Bring this list to your pre-purchase inspection.

  • Oil consumption on FB25 (2011–2014)
  • CVT longevity on turbo without fluid service
  • Wheel bearings on high-mileage AWD examples
  • Rear differential fluid service intervals
  • Battery drain from infotainment on some 2015+ examples
Ownership

Maintenance Expectations

Subaru service is moderately priced; independent Subaru specialists exist in most metros.

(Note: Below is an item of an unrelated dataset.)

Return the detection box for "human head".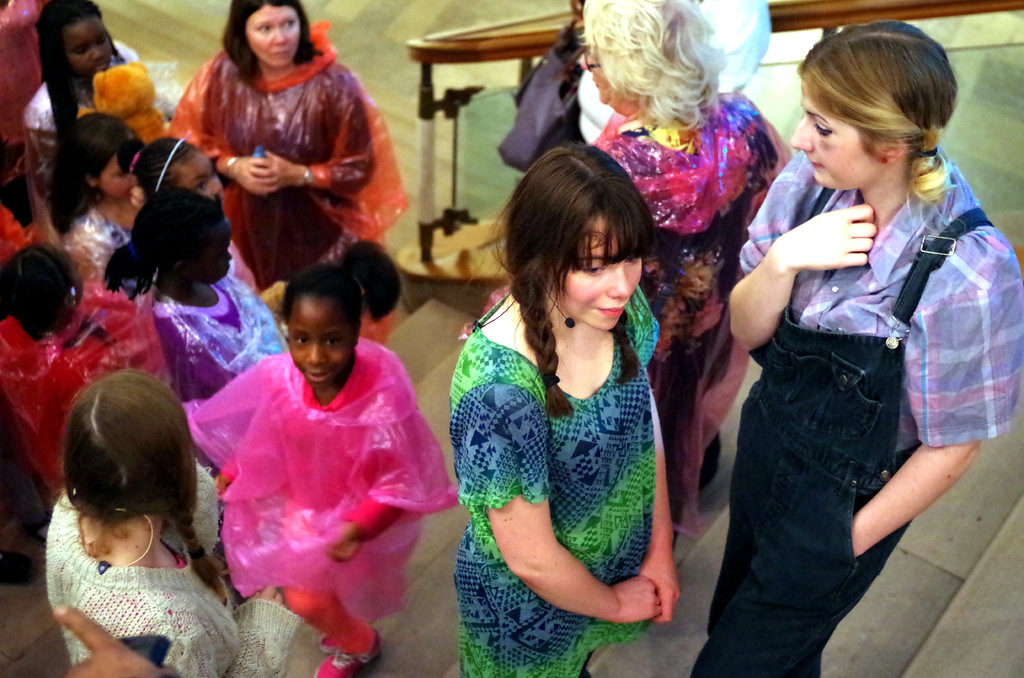
bbox=(506, 145, 649, 328).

AWD tire matching (within 2/32") is critical to differential life. CVT fluid every 60k on turbo.

Before you buy

Inspection Checklist

What to verify on any candidate car.

Engine
FB25: verify oil consumption. H6: silky idle.
CVT
No shudder or slip; fluid history documented.
AWD
Tires matched; no driveline binding on tight turns.
Suspension
Struts, sway-bar links, control-arm bushings at 100k+.
Rust
Rear wheel arches, subframe on Northeast cars.
Living with it

Ownership Experience

  • Comfortable, practical, and genuinely capable in bad weather.
  • Real-world 25–28 mpg highway on H6, 28+ on 2.5.
  • Long-standing enthusiast/owner community; parts widely available.
The Verdict

Should You Buy a Used Subaru Outback?

Yes. Prefer 3.6R (H6) 2015–2019 or 2020+ 2.4T with documented service.